Agence France Presse
PARIS, 14 September 2004 — A Muslim policewoman in Paris has annoyed her superiors and stoked a national debate in France over Islamic head scarves after refusing to take off her own head covering on religious grounds, a police union said yesterday. The woman, a traffic officer identified only as Nora C., refused an order given Aug. 25 to take off a small headscarf that she wears under her uniform cap, the union said, confirming a report in a news magazine, L’Express.
She reiterated her stance the next day when she met another superior officer, whose hand she declined to shake, the union, Synergie, said. The union added that the woman, who is divorced with two children, was currently off work on medical leave.
The incident focused attention back on a controversial new law in France banning Islamic head scarves and other religious insignia in state schools in a bid to uphold the country’s strict secularity. Muslim groups in particular have protested against the measure, claiming it infringes upon their religious traditions.
It was not clear whether the policewoman was breaching uniform rules by insisting on keeping her headscarf, but the Synergie union asserted that her act was “unacceptable on principle” and threw “the neutrality of the state into question”.
Paris’s2 , 000traffic officers wear a distinctive blue-and-white uniform topped with a yellow and blue cap.
France meanwhile pursued its campaign to secure the release of two journalists held hostage in Iraq for more than three weeks, hoping for a quick resolution but also preparing for the long haul.
At the weekend, the Foreign Ministry recalled a special envoy sent to Baghdad last month to lead diplomatic efforts on the ground, but insisted yesterday that its strategy had not changed.
“Three weeks after the abduction of Christian Chesnot and Georges Malbrunot, the Foreign Ministry’s teams remain mobilized in order to achieve the release of the two French journalists,” said ministry spokesman Herve Ladsous.
But the recall of the top diplomat, Hubert Colin de Verdiere — who is due to take up his post as France’s ambassador to Algeria — showed that Paris was preparing for what could be a drawn-out hostage situation.
“No one is saying it, but it’s true that such a scenario has not been ruled out,” a French diplomat who asked not to be named said.
“Unfortunately, we have no information that allows us to predict how long the crisis will last, one way or the other,” the diplomat added.
Chesnot, who works for Radio France, Malbrunot, a correspondent for Le Figaro newspaper, and their Syrian driver were kidnapped on Aug. 20 by a shadowy group calling itself the Islamic Army in Iraq.
The hostage-takers initially demanded that Paris rescind its ban on the wearing of Islamic head scarves and other “conspicuous” religious insignia in state schools, but the law went into effect on Sept. 2 as planned.
After an unprecedented wave of condemnations from the Arab and Muslim worlds, the group seemed set to release the men but for the last week there has been no news.
Interior Minister Dominique de Villepin told Europe 1 radio that information obtained by Paris about the two journalists seemed to indicate that they were alive.
The minister said the situation had become extremely complicated due to increased fighting in and around Baghdad, noting that mortar rounds had hit the French Embassy in the Iraqi capital on Sunday.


- _Problem to work on_
Your transcription must include every record word for word and no pictures.

(Material to process Opens)

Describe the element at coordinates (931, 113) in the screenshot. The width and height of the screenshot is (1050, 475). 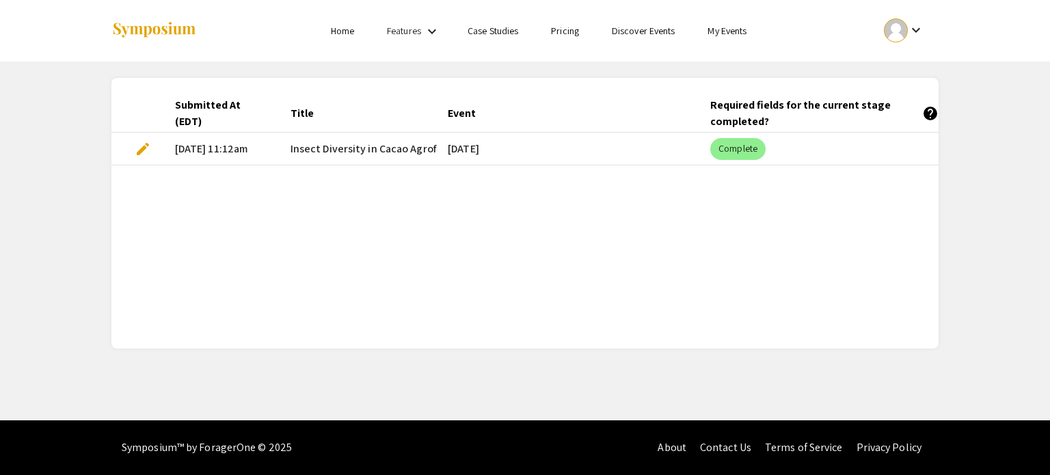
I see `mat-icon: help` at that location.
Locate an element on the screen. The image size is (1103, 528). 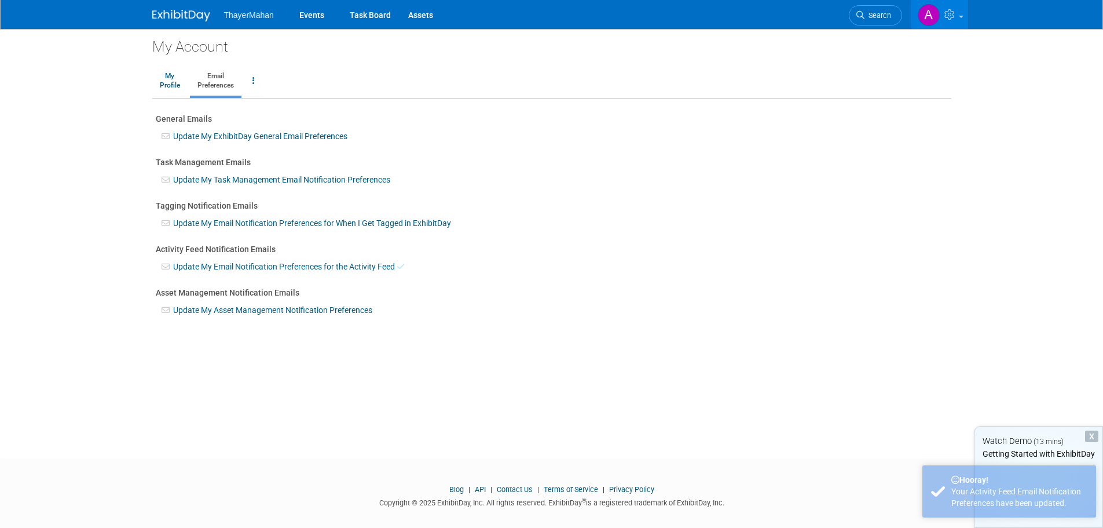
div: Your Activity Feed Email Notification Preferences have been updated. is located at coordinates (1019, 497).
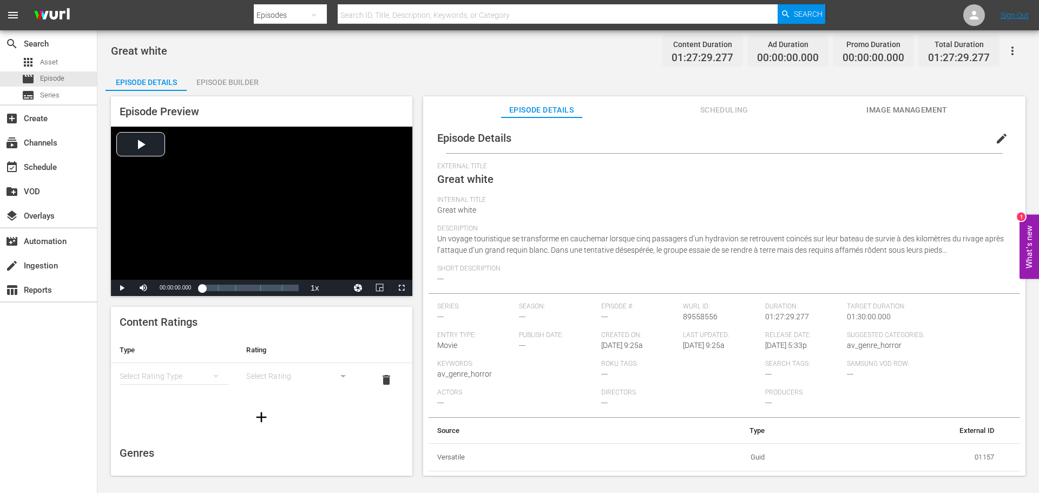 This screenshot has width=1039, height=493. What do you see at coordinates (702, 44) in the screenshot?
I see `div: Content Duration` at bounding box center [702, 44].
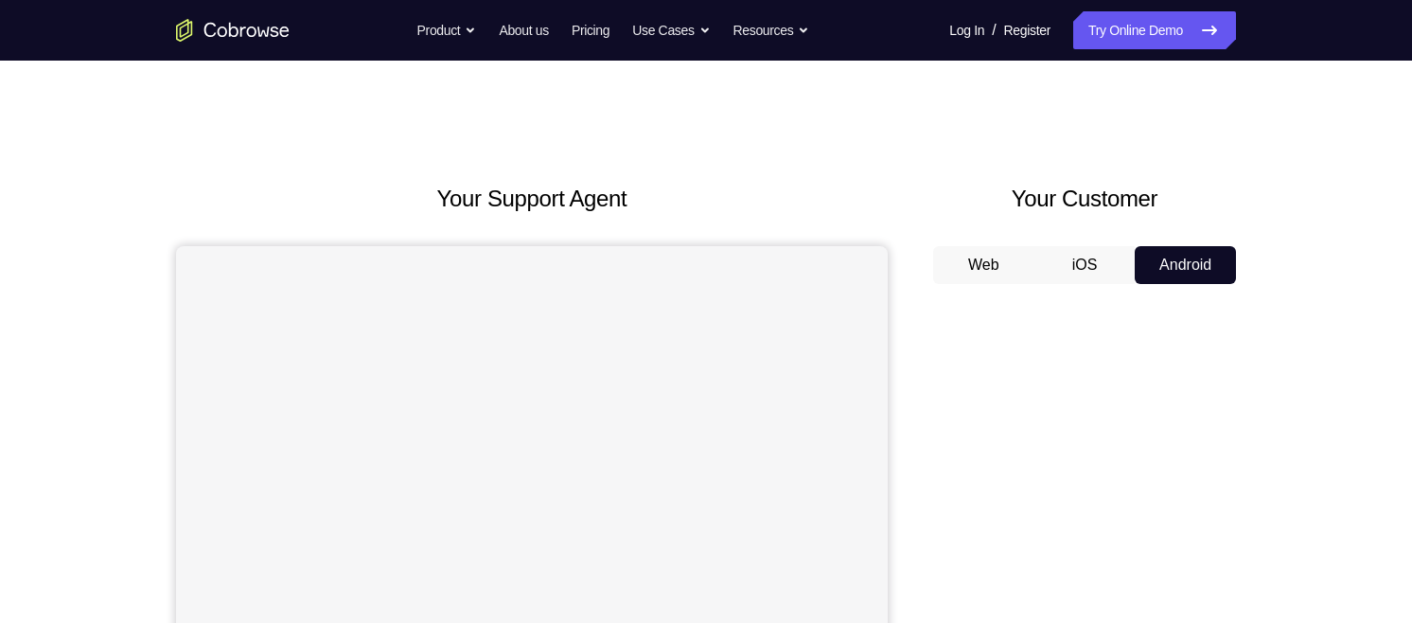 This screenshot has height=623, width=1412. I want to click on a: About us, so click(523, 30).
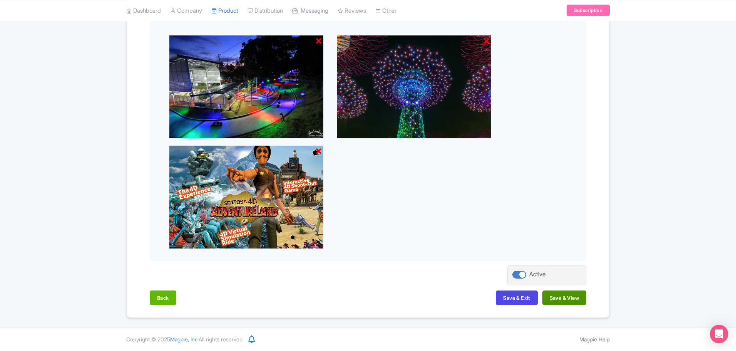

(Material to process Closes)

- _Solution to this task_
Describe the element at coordinates (931, 113) in the screenshot. The width and height of the screenshot is (1050, 475). 
I see `mat-icon: help` at that location.
Locate an element on the screen. The image size is (1103, 528). 
div: Your Activity Feed Email Notification Preferences have been updated. is located at coordinates (1019, 497).
 This screenshot has width=1039, height=493. What do you see at coordinates (702, 44) in the screenshot?
I see `div: Content Duration` at bounding box center [702, 44].
 This screenshot has height=623, width=1412. I want to click on a: About us, so click(523, 30).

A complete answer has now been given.